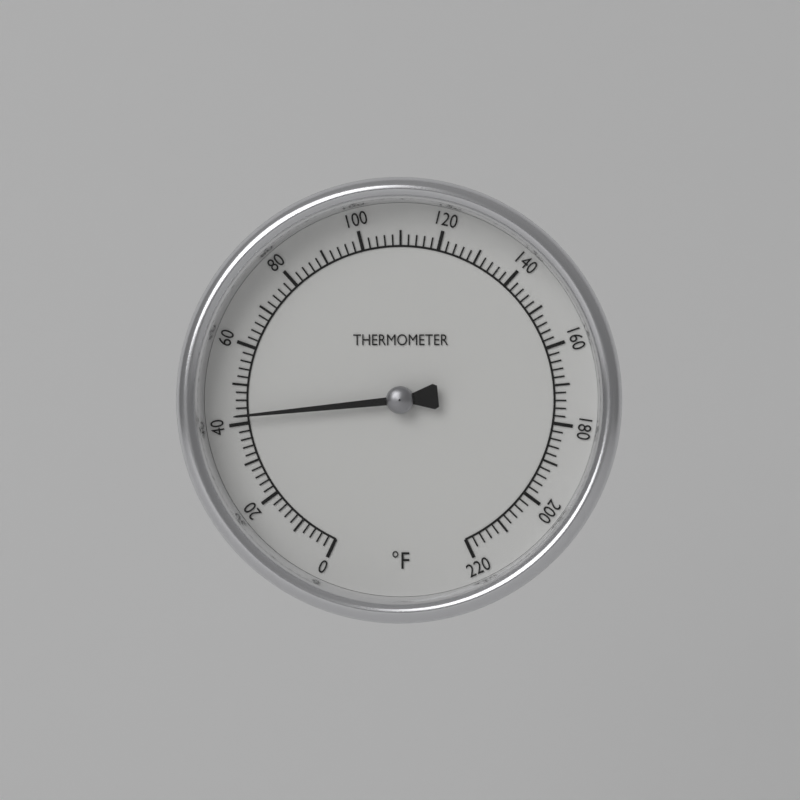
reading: 42 °F
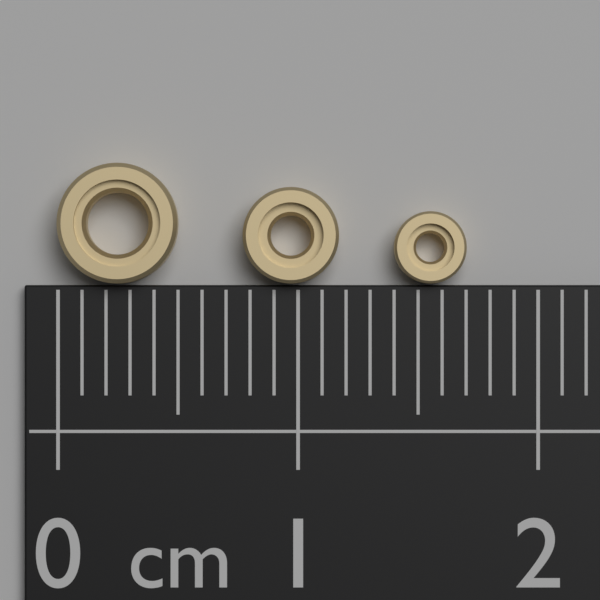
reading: 0.5 cm
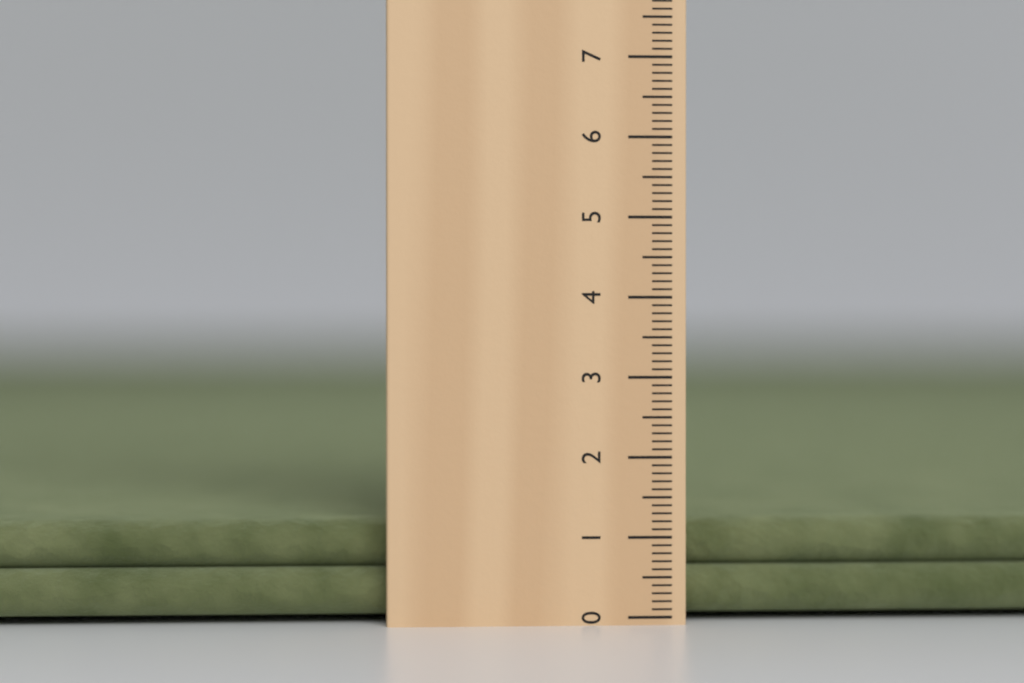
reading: 1.2 cm
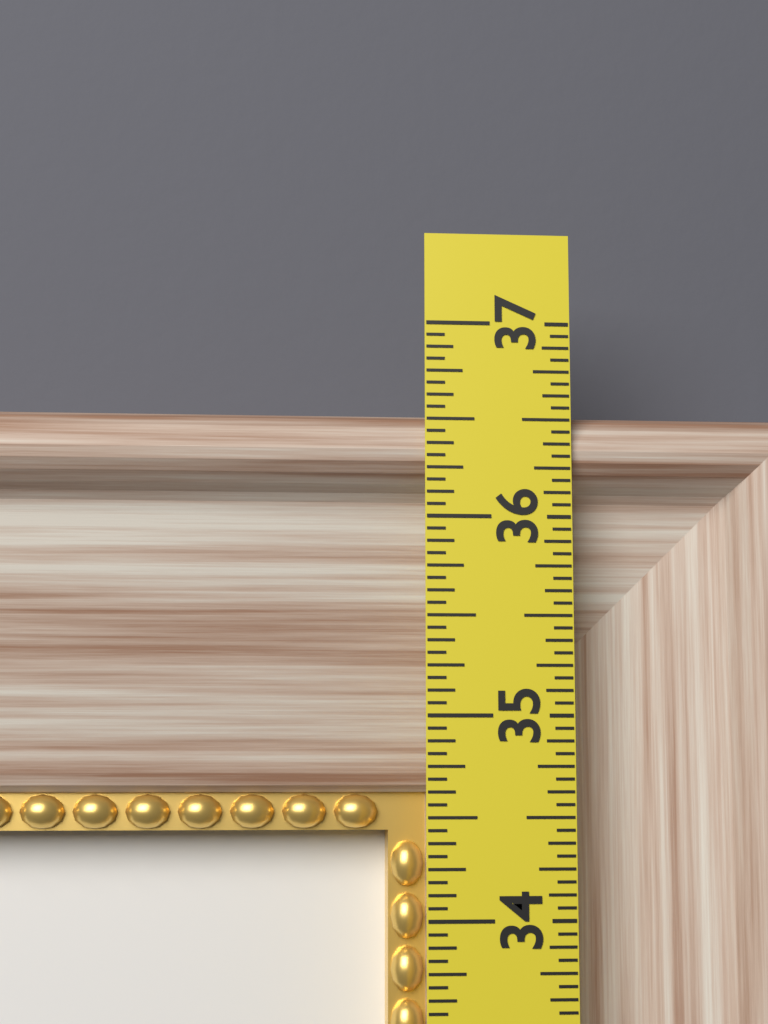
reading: 36.5625 in
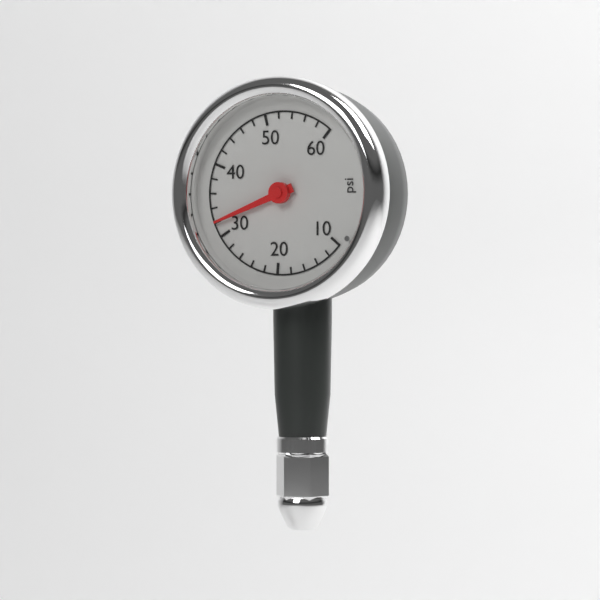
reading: 32 psi
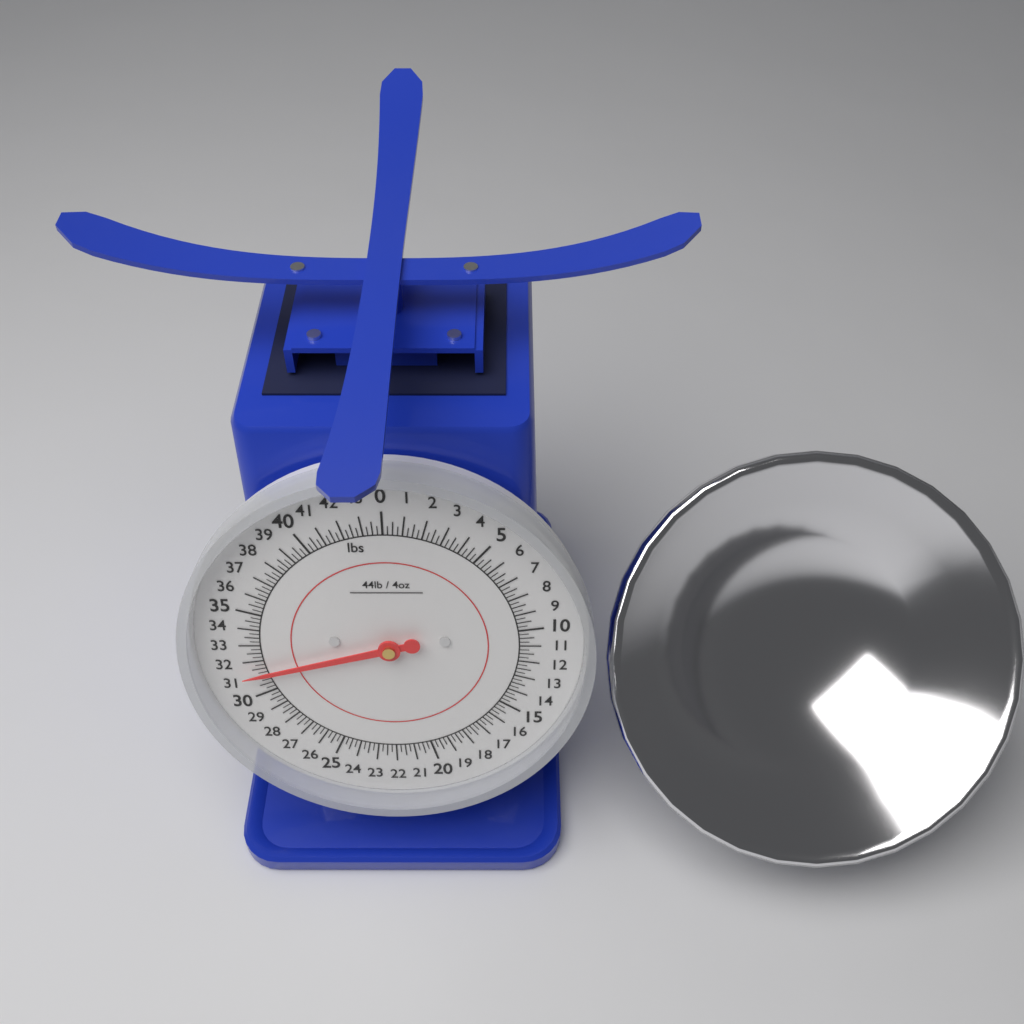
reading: 31.25 lbs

======

Task item: Set down the whole listing word for word, omitting the pictures.

Reply to the exercise:
reading: 42 °F
reading: 0.5 cm
reading: 1.2 cm
reading: 36.5625 in
reading: 32 psi
reading: 31.25 lbs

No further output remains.